Students define university brand

Enrollment at Oakland University has steadily risen, with the latest figures counting nearly 20,000 students, all of whom chose OU for various reasons. Administrators want to know what those reasons are.

Students and faculty have launched a research project to bring together those ideas into a new brand for OU.

“Oakland University doesn’t currently have a well-defined brand, per se,” Lillian Lorenzi, OU’s constituent communications director, said.

To say OU is re-branding its image is an understatement to the process that is scheduled to begin early 2012.

“A brand is much more than just a tagline, symbol or logo,” said Janell Townsend, associate professor of marketing and international business. “A brand really represents everything about an organization and we often think of it as an identifier.”

Townsend and graduate student and former OU Student Congress President Brandon Gustafson separately raised concerns for the university’s poor brand positioning — how people view the university compared to competition.

“Even though OU generates cutting-edge research, develops unique programs and has incredible students, there seems to be a relative lack of recognition of all these important contributions,” Townsend said.

Townsend, along with Gustafson, part-time professor Kim Serota and associate professor of marketing, Mukesh Bhargav, make up OU President Gary Russi’s Presidential Faculty Advisory Committee on Brand Strategy.

The committee began the first of a three-step process to analyze, devise and implement the strategy with the intention of molding how students and faculty view OU in coming years.

During the initial research stage of the project, the PFAC canvasses student, professor and administrator’s views of OU through surveys, focus groups and interviews.

“This is called the multi-method approach, so we are using different methods to get at the same core ideas,” Townsend said, adding that the tiered levels “helps to fill in the gaps” in perception.

“Our role is not to tell the university what it stands for,” Serota said. “Our role is to facilitate a dialogue among all of the stakeholders – faculty, students, administrators, alumni and the surrounding community in order to identify the key values shared across Oakland University, to determine what expectations and aspirations exist with regard to the university, and to assess what Oakland University is actually delivering.”

The OU journalism department offered a special topics branding class over the summer that worked to provide the university with a cohesive brand. The group presented their brand ideas to President Russi and other university key players.

That initiative continued through this semester with a new group of students in Townsend’s brand management course.

“Student involvement is key to the branding process,” Gustafson, a first-year MBA masters student, said.

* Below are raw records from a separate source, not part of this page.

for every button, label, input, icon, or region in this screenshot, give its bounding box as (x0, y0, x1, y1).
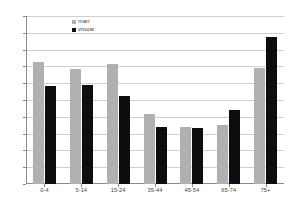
bar-vrouw-65-74[interactable] (229, 110, 240, 184)
x-tick-label-65-74: 65-74 (210, 188, 247, 194)
bar-vrouw-45-54[interactable] (192, 128, 203, 184)
bar-group-15-24 (100, 16, 137, 184)
bar-man-15-24[interactable] (107, 64, 118, 184)
bar-vrouw-5-14[interactable] (82, 85, 93, 184)
x-tick-label-75+: 75+ (247, 188, 284, 194)
legend-label-man: man (78, 19, 90, 25)
legend-label-vrouw: vrouw (78, 27, 94, 33)
bar-man-45-54[interactable] (180, 127, 191, 184)
x-tick-label-45-54: 45-54 (173, 188, 210, 194)
bar-group-75+ (247, 16, 284, 184)
bar-man-65-74[interactable] (217, 125, 228, 184)
plot-area: 020406080100120140160180200 (26, 16, 284, 184)
bar-group-45-54 (173, 16, 210, 184)
legend-item-vrouw: vrouw (72, 27, 94, 33)
bar-man-75+[interactable] (254, 68, 265, 184)
y-tick-mark-0 (23, 184, 26, 185)
bar-chart: 020406080100120140160180200 man vrouw 0-… (0, 0, 292, 217)
bar-man-35-44[interactable] (144, 114, 155, 184)
bar-vrouw-15-24[interactable] (119, 96, 130, 184)
bar-groups (26, 16, 284, 184)
bar-group-65-74 (210, 16, 247, 184)
bar-group-0-4 (26, 16, 63, 184)
x-tick-label-0-4: 0-4 (26, 188, 63, 194)
legend-swatch-man-icon (72, 20, 76, 24)
bar-man-5-14[interactable] (70, 69, 81, 184)
bar-vrouw-0-4[interactable] (45, 86, 56, 184)
bar-group-35-44 (137, 16, 174, 184)
legend-item-man: man (72, 19, 94, 25)
bar-vrouw-35-44[interactable] (156, 127, 167, 184)
bar-vrouw-75+[interactable] (266, 37, 277, 184)
x-tick-label-15-24: 15-24 (100, 188, 137, 194)
bar-man-0-4[interactable] (33, 62, 44, 184)
legend-swatch-vrouw-icon (72, 28, 76, 32)
chart-legend: man vrouw (72, 19, 94, 33)
x-tick-label-35-44: 35-44 (137, 188, 174, 194)
x-tick-label-5-14: 5-14 (63, 188, 100, 194)
bar-group-5-14 (63, 16, 100, 184)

Gustafson approached administrators during his time as OUSC President, after he noticed disparate views of OU’s identity from various groups.

The PFAC views Gustafson as a chair member of equal standing, he said.

While he admits that his perspective as a student grants him unique insight in the branding process, he said he does not view himself as a representative.

“I am not the voice for every student when it comes to branding,” Gustafson said.

Rather, the PFAC receives its student consensus on affairs by directly querying students.

“We are doing student surveys, we are going to be doing student focus groups and we are looking for anyone else who wants to be involved in the project,” Gustafson said.

“My ultimate goal would be that we are able to put something together that everyone in some fashion can believe in and they can put their support behind.”

The PFAC has been presenting research to President Russi throughout the semester. Within the next six months, Townsend said she expects the committee will devise a branding strategy to unify and publicize OU’s strengths from various perspectives.

On Wednesday, Townsend and the President’s Faculty Advisory Committee for Brand Strategy will provide an overview of the new brand and ways to implement it.